Code Smells in ROS Code

In the General forum, @tareq97 asked me to share some dubious code patterns (code smells?) I have observed over the years in various ROS projects. He is working on a static analysis tool, and adding checks for such patterns would be a nice addition to his tool.

I thought such a discussion would fit better in the QA forum, and so I will share here a small list of code patterns along with my reasoning for finding them questionable. Some of them are found in public repositories, but I will refrain from citing the sources (blaming, or shaming), unless asked to. Feel free to tell me whether you agree or disagree with my assessment, as well as adding code patterns you have observed yourself.


Pattern: Creating one thread to process callbacks, while the main thread stays idle.

ros::AsyncSpinner spinner(1);
spinner.start();
while (!gShutdownRequest) { ros::Duration(0.05).sleep(); }

Reasoning: Why create a new thread? Seems like a remnant from code refactoring. This pattern can be replaced with:

ros::spin();

Pattern: Using a Rate object just to receive callbacks.

ros::Rate r(100);
while (ros::ok()) {
  ros::spinOnce();
  r.sleep();
}

Reasoning: This is only justifiable if one wants to limit the rate at which callbacks are processed by some degree, at the risk of possibly dropping some messages. This pattern can be replaced with:

ros::spin();

Pattern: Calling spinOnce at the end of the loop.

  while (ros::ok())
  {
    /** ... */
    chatter_pub.publish(msg);
    ros::spinOnce();
    loop_rate.sleep();
  }

Reasoning: If the published message is based on the received data, spinOnce should be called at the start of the loop, so that the newest data is processed as fast as possible.


Pattern: One thread processes callbacks, another publishes messages. They share internal state, but lack thread synchronization.

void MyClass::onInit() {
  update_thread_.start(&MyClass::update, *this);
}

void MyClass::topicCB(const std_msgs::Int8ConstPtr msg) {
  var1_ = ...
  var2_ = ...
}

void MyClass::update() {
  ros::Rate spin_rate(10);
  while (!shutdown_requested_ && ros::ok()) {
    if (var1_ || var2_) { ... }
    spin_rate.sleep();
  }
}

Reasoning: Lack of thread synchronization means that variable updates on one thread might not be visible to the other thread. That is, updates to var1_ or var2_ in topicCB() might never make it to the thread that runs update().

18 Likes

I love this pattern of discussion. We should write a book, “Learn ROS by Doing it the Wrong Way First.”

I made this slide for a talk a few weeks back. The intended audience was SREs / ops people so it addresses deployment patterns in production. I wanted the audience to be on the look out for non-standard ways of using ROS. Like the slide says, these aren’t forbidden or wrong, they are just things I would ask questions about if I saw them in production.

7 Likes

I’ve thought about this, it could be the anti-pattern version of Guidelines on how to architect ROS-based systems .

3 Likes

Interesting! Well spotted @afsantos !
By the way, we just finished to extend the original “guidelines paper” into a journal paper containing the description of ALL 47 guidelines. I will come back on this somewhere next week.

4 Likes

I think it would also be helpful to talk about this kind of thing in the context of ROS2. There are a few patterns which appear in the demos and example packages (and which are therefore implicitly endorsed) that can cause problems down the road. As an example:


ROS2 (Anti-)Pattern: Using spin_until_future_complete (which is used in many places, such as the minimal_client rclcpp example):

  auto request = std::make_shared<AddTwoInts::Request>();
  request->a = 41;
  request->b = 1;
  auto result_future = client->async_send_request(request);
  if (rclcpp::spin_until_future_complete(node, result_future) !=
    rclcpp::FutureReturnCode::SUCCESS)
  {
    RCLCPP_ERROR(node->get_logger(), "service call failed :(");
    return 1;
  }
  auto result = result_future.get();

Reasoning: It is not possible to call spin_until_future_complete from a callback which is being handled by an executor. If you’ve written some portable function that uses it, it may fail depending on the architecture of the node that is using it!

Also, if you’re able to use spin_until_future_complete in your node, then you have intermingled the custom functionality of your node with the scope of the node’s executor. This will make it much more difficult to structure the node so it is composable as a Component.

I’ve been using the future returned by the rclcpp service client’s async_send_request function to help wait until the service has finished, though this requires manual setup of callback groups and a MultithreadedExecutor to let the node get the service result response in a different thread.

7 Likes

I think having a collection of anti-patterns/code smells of some sort (book, repo, thread…) would be a great! Having some of these patterns checked by static analysis would be even greater!

1 Like

Using spin_until_future_complete

This could be considered an anti-pattern in itself, since, in its current form, the function should actually be called spin_until_future_complete_and_then_some, where “then_some” may be rounding up to 1 second (that happens with FastRTPS at least, I surmise this may be middleware specific) or something else.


## Task directions
Every line in the records below that holds "this" must be identified and copied.

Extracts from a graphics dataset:
+++++

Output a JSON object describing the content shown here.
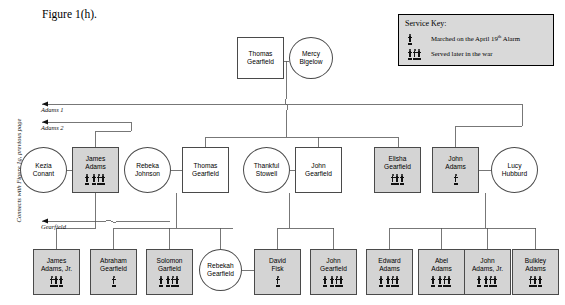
{
  "figure": {
    "caption": "Figure 1(h)."
  },
  "side_note": "Connects with Figure 1g, previous page",
  "service_key": {
    "title": "Service Key:",
    "entries": [
      {
        "icon": "single-soldier-icon",
        "label_prefix": "Marched on the April 19",
        "label_sup": "th",
        "label_suffix": " Alarm"
      },
      {
        "icon": "triple-soldier-icon",
        "label": "Served later in the war"
      }
    ]
  },
  "arrow_labels": [
    {
      "id": "adams1",
      "text": "Adams 1"
    },
    {
      "id": "adams2",
      "text": "Adams 2"
    },
    {
      "id": "gearfield",
      "text": "Gearfield"
    }
  ],
  "generations": {
    "gen1": [
      {
        "id": "thomas-gearfield-sr",
        "name": "Thomas\nGearfield",
        "sex": "male",
        "shaded": false,
        "service": []
      },
      {
        "id": "mercy-bigelow",
        "name": "Mercy\nBigelow",
        "sex": "female",
        "shaded": false,
        "service": []
      }
    ],
    "gen2": [
      {
        "id": "kezia-conant",
        "name": "Kezia\nConant",
        "sex": "female",
        "shaded": false,
        "service": []
      },
      {
        "id": "james-adams",
        "name": "James\nAdams",
        "sex": "male",
        "shaded": true,
        "service": [
          "single",
          "triple"
        ]
      },
      {
        "id": "rebeka-johnson",
        "name": "Rebeka\nJohnson",
        "sex": "female",
        "shaded": false,
        "service": []
      },
      {
        "id": "thomas-gearfield-jr",
        "name": "Thomas\nGearfield",
        "sex": "male",
        "shaded": false,
        "service": []
      },
      {
        "id": "thankful-stowell",
        "name": "Thankful\nStowell",
        "sex": "female",
        "shaded": false,
        "service": []
      },
      {
        "id": "john-gearfield",
        "name": "John\nGearfield",
        "sex": "male",
        "shaded": false,
        "service": []
      },
      {
        "id": "elisha-gearfield",
        "name": "Elisha\nGearfield",
        "sex": "male",
        "shaded": true,
        "service": [
          "triple"
        ]
      },
      {
        "id": "john-adams",
        "name": "John\nAdams",
        "sex": "male",
        "shaded": true,
        "service": [
          "single"
        ]
      },
      {
        "id": "lucy-hubburd",
        "name": "Lucy\nHubburd",
        "sex": "female",
        "shaded": false,
        "service": []
      }
    ],
    "gen3": [
      {
        "id": "james-adams-jr",
        "name": "James\nAdams, Jr.",
        "sex": "male",
        "shaded": true,
        "service": [
          "triple"
        ]
      },
      {
        "id": "abraham-gearfield",
        "name": "Abraham\nGearfield",
        "sex": "male",
        "shaded": true,
        "service": [
          "single"
        ]
      },
      {
        "id": "solomon-garfield",
        "name": "Solomon\nGarfield",
        "sex": "male",
        "shaded": true,
        "service": [
          "single",
          "triple"
        ]
      },
      {
        "id": "rebekah-gearfield",
        "name": "Rebekah\nGearfield",
        "sex": "female",
        "shaded": false,
        "service": []
      },
      {
        "id": "david-fisk",
        "name": "David\nFisk",
        "sex": "male",
        "shaded": true,
        "service": [
          "single"
        ]
      },
      {
        "id": "john-gearfield-2",
        "name": "John\nGearfield",
        "sex": "male",
        "shaded": true,
        "service": [
          "single",
          "triple"
        ]
      },
      {
        "id": "edward-adams",
        "name": "Edward\nAdams",
        "sex": "male",
        "shaded": true,
        "service": [
          "single",
          "triple"
        ]
      },
      {
        "id": "abel-adams",
        "name": "Abel\nAdams",
        "sex": "male",
        "shaded": true,
        "service": [
          "single",
          "triple"
        ]
      },
      {
        "id": "john-adams-jr",
        "name": "John\nAdams, Jr.",
        "sex": "male",
        "shaded": true,
        "service": [
          "single",
          "triple"
        ]
      },
      {
        "id": "bulkley-adams",
        "name": "Bulkley\nAdams",
        "sex": "male",
        "shaded": true,
        "service": [
          "triple"
        ]
      }
    ]
  },
  "layout": {
    "gen1": [
      {
        "x": 237,
        "y": 37,
        "w": 47,
        "h": 42
      },
      {
        "x": 289,
        "y": 37,
        "w": 44,
        "h": 42
      }
    ],
    "gen2": [
      {
        "x": 20,
        "y": 147,
        "w": 47,
        "h": 46
      },
      {
        "x": 72,
        "y": 147,
        "w": 47,
        "h": 46
      },
      {
        "x": 124,
        "y": 147,
        "w": 47,
        "h": 46
      },
      {
        "x": 182,
        "y": 147,
        "w": 47,
        "h": 46
      },
      {
        "x": 243,
        "y": 147,
        "w": 47,
        "h": 46
      },
      {
        "x": 295,
        "y": 147,
        "w": 47,
        "h": 46
      },
      {
        "x": 374,
        "y": 147,
        "w": 47,
        "h": 46
      },
      {
        "x": 432,
        "y": 147,
        "w": 47,
        "h": 46
      },
      {
        "x": 491,
        "y": 147,
        "w": 47,
        "h": 46
      }
    ],
    "gen3": [
      {
        "x": 33,
        "y": 249,
        "w": 47,
        "h": 46
      },
      {
        "x": 90,
        "y": 249,
        "w": 47,
        "h": 46
      },
      {
        "x": 146,
        "y": 249,
        "w": 47,
        "h": 46
      },
      {
        "x": 199,
        "y": 249,
        "w": 43,
        "h": 42
      },
      {
        "x": 254,
        "y": 249,
        "w": 47,
        "h": 46
      },
      {
        "x": 310,
        "y": 249,
        "w": 47,
        "h": 46
      },
      {
        "x": 366,
        "y": 249,
        "w": 47,
        "h": 46
      },
      {
        "x": 418,
        "y": 249,
        "w": 47,
        "h": 46
      },
      {
        "x": 464,
        "y": 249,
        "w": 47,
        "h": 46
      },
      {
        "x": 512,
        "y": 249,
        "w": 47,
        "h": 46
      }
    ]
  }
}
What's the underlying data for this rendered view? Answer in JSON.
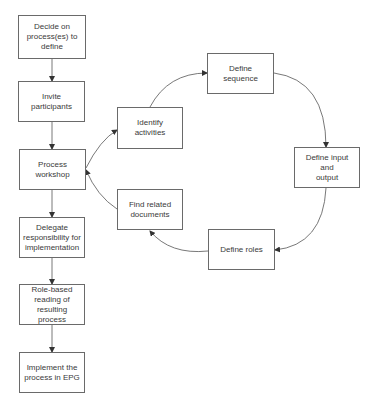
{
  "diagram": {
    "type": "flowchart",
    "main_flow": [
      {
        "id": "decide",
        "label": "Decide on\nprocess(es) to\ndefine"
      },
      {
        "id": "invite",
        "label": "Invite participants"
      },
      {
        "id": "workshop",
        "label": "Process workshop"
      },
      {
        "id": "delegate",
        "label": "Delegate\nresponsibility for\nimplementation"
      },
      {
        "id": "rolebased",
        "label": "Role-based\nreading of\nresulting process"
      },
      {
        "id": "implement",
        "label": "Implement the\nprocess in EPG"
      }
    ],
    "workshop_cycle": [
      {
        "id": "identify",
        "label": "Identify activities"
      },
      {
        "id": "sequence",
        "label": "Define sequence"
      },
      {
        "id": "inout",
        "label": "Define input and\noutput"
      },
      {
        "id": "roles",
        "label": "Define roles"
      },
      {
        "id": "finddocs",
        "label": "Find related\ndocuments"
      }
    ],
    "edges": [
      {
        "from": "decide",
        "to": "invite"
      },
      {
        "from": "invite",
        "to": "workshop"
      },
      {
        "from": "workshop",
        "to": "delegate"
      },
      {
        "from": "delegate",
        "to": "rolebased"
      },
      {
        "from": "rolebased",
        "to": "implement"
      },
      {
        "from": "workshop",
        "to": "identify"
      },
      {
        "from": "identify",
        "to": "sequence"
      },
      {
        "from": "sequence",
        "to": "inout"
      },
      {
        "from": "inout",
        "to": "roles"
      },
      {
        "from": "roles",
        "to": "finddocs"
      },
      {
        "from": "finddocs",
        "to": "workshop"
      }
    ],
    "colors": {
      "line": "#555555",
      "border": "#6a6a6a",
      "text": "#3a3a3a",
      "background": "#ffffff"
    }
  }
}
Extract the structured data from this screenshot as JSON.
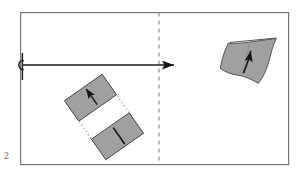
{
  "figure": {
    "page_number": "2",
    "caption": "",
    "colors": {
      "frame_stroke": "#787878",
      "surface_fill": "#a0a0a0",
      "surface_stroke": "#4a4a4a",
      "arrow_stroke": "#1a1a1a",
      "dashed_divider": "#8f8f8f",
      "dotted_outline": "#9a9a9a",
      "background": "#ffffff",
      "page_number_color": "#6d6d6d"
    },
    "frame": {
      "x": 20,
      "y": 12,
      "width": 269,
      "height": 153,
      "stroke_width": 1.2
    },
    "divider": {
      "name": "dashed-vertical-divider",
      "x": 159,
      "y1": 12,
      "y2": 165,
      "dash_pattern": "4 4",
      "stroke_width": 1.2
    },
    "transform_arrow": {
      "name": "horizontal-transform-arrow",
      "x_start": 22,
      "x_end": 176,
      "y": 65,
      "stroke_width": 1.6,
      "hook_cx": 19,
      "hook_cy": 65,
      "hook_r": 4.2,
      "tick_x": 22,
      "tick_y1": 53,
      "tick_y2": 80
    },
    "flat_sheet": {
      "name": "flat-rectangular-sheet",
      "label": "flat sheet",
      "rotation_deg": -35,
      "center_x": 104,
      "center_y": 117,
      "width": 46,
      "height": 72,
      "outline_style": "dotted",
      "blocks": [
        {
          "name": "flat-sheet-upper-block",
          "marker": "arrow-up",
          "fill": "#a0a0a0"
        },
        {
          "name": "flat-sheet-lower-block",
          "marker": "line-vertical",
          "fill": "#a0a0a0"
        }
      ]
    },
    "curved_sheet": {
      "name": "curved-bent-surface",
      "label": "bent surface",
      "center_x": 250,
      "center_y": 58,
      "marker": "arrow-up-curved",
      "fill": "#a0a0a0",
      "highlight_stroke": "#555555"
    }
  }
}
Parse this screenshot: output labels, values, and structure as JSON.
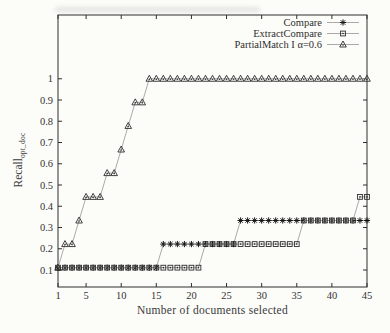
{
  "chart_data": {
    "type": "line",
    "title": "",
    "xlabel": "Number of documents selected",
    "ylabel": "Recall",
    "ylabel_subscript": "opt_doc",
    "xlim": [
      1,
      45
    ],
    "ylim": [
      0.02,
      1.3
    ],
    "xticks": [
      1,
      5,
      10,
      15,
      20,
      25,
      30,
      35,
      40,
      45
    ],
    "yticks": [
      0.1,
      0.2,
      0.3,
      0.4,
      0.5,
      0.6,
      0.7,
      0.8,
      0.9,
      1
    ],
    "grid": false,
    "legend_position": "top-right-inside",
    "x": [
      1,
      2,
      3,
      4,
      5,
      6,
      7,
      8,
      9,
      10,
      11,
      12,
      13,
      14,
      15,
      16,
      17,
      18,
      19,
      20,
      21,
      22,
      23,
      24,
      25,
      26,
      27,
      28,
      29,
      30,
      31,
      32,
      33,
      34,
      35,
      36,
      37,
      38,
      39,
      40,
      41,
      42,
      43,
      44,
      45
    ],
    "series": [
      {
        "name": "Compare",
        "marker": "asterisk",
        "marker_color": "#151515",
        "line_color": "#a0a0a0",
        "values": [
          0.111,
          0.111,
          0.111,
          0.111,
          0.111,
          0.111,
          0.111,
          0.111,
          0.111,
          0.111,
          0.111,
          0.111,
          0.111,
          0.111,
          0.111,
          0.222,
          0.222,
          0.222,
          0.222,
          0.222,
          0.222,
          0.222,
          0.222,
          0.222,
          0.222,
          0.222,
          0.333,
          0.333,
          0.333,
          0.333,
          0.333,
          0.333,
          0.333,
          0.333,
          0.333,
          0.333,
          0.333,
          0.333,
          0.333,
          0.333,
          0.333,
          0.333,
          0.333,
          0.333,
          0.333
        ]
      },
      {
        "name": "ExtractCompare",
        "marker": "square",
        "marker_color": "#2b2b2b",
        "line_color": "#a0a0a0",
        "values": [
          0.111,
          0.111,
          0.111,
          0.111,
          0.111,
          0.111,
          0.111,
          0.111,
          0.111,
          0.111,
          0.111,
          0.111,
          0.111,
          0.111,
          0.111,
          0.111,
          0.111,
          0.111,
          0.111,
          0.111,
          0.111,
          0.222,
          0.222,
          0.222,
          0.222,
          0.222,
          0.222,
          0.222,
          0.222,
          0.222,
          0.222,
          0.222,
          0.222,
          0.222,
          0.222,
          0.333,
          0.333,
          0.333,
          0.333,
          0.333,
          0.333,
          0.333,
          0.333,
          0.444,
          0.444
        ]
      },
      {
        "name": "PartialMatch I α=0.6",
        "marker": "triangle",
        "marker_color": "#2b2b2b",
        "line_color": "#a0a0a0",
        "values": [
          0.111,
          0.222,
          0.222,
          0.333,
          0.444,
          0.444,
          0.444,
          0.556,
          0.556,
          0.667,
          0.778,
          0.889,
          0.889,
          1,
          1,
          1,
          1,
          1,
          1,
          1,
          1,
          1,
          1,
          1,
          1,
          1,
          1,
          1,
          1,
          1,
          1,
          1,
          1,
          1,
          1,
          1,
          1,
          1,
          1,
          1,
          1,
          1,
          1,
          1,
          1
        ]
      }
    ],
    "colors": {
      "axis": "#2e2e2e",
      "text": "#333333",
      "background": "#fcfcf9"
    }
  }
}
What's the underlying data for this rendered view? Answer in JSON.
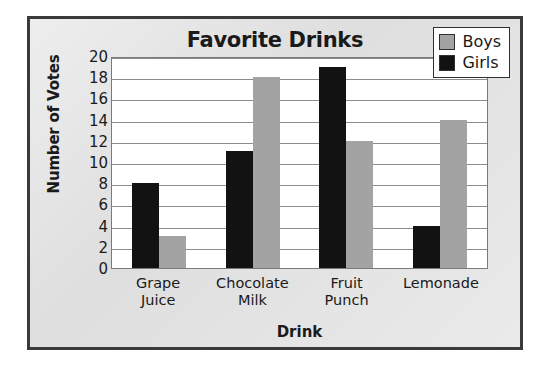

+++++

## Written solution
What's the underlying data for this rendered view? Answer in JSON.
Extract the structured data from this screenshot as JSON.
Parse this screenshot: output labels, values, and structure as JSON.
What's the underlying data for this rendered view? Answer in JSON.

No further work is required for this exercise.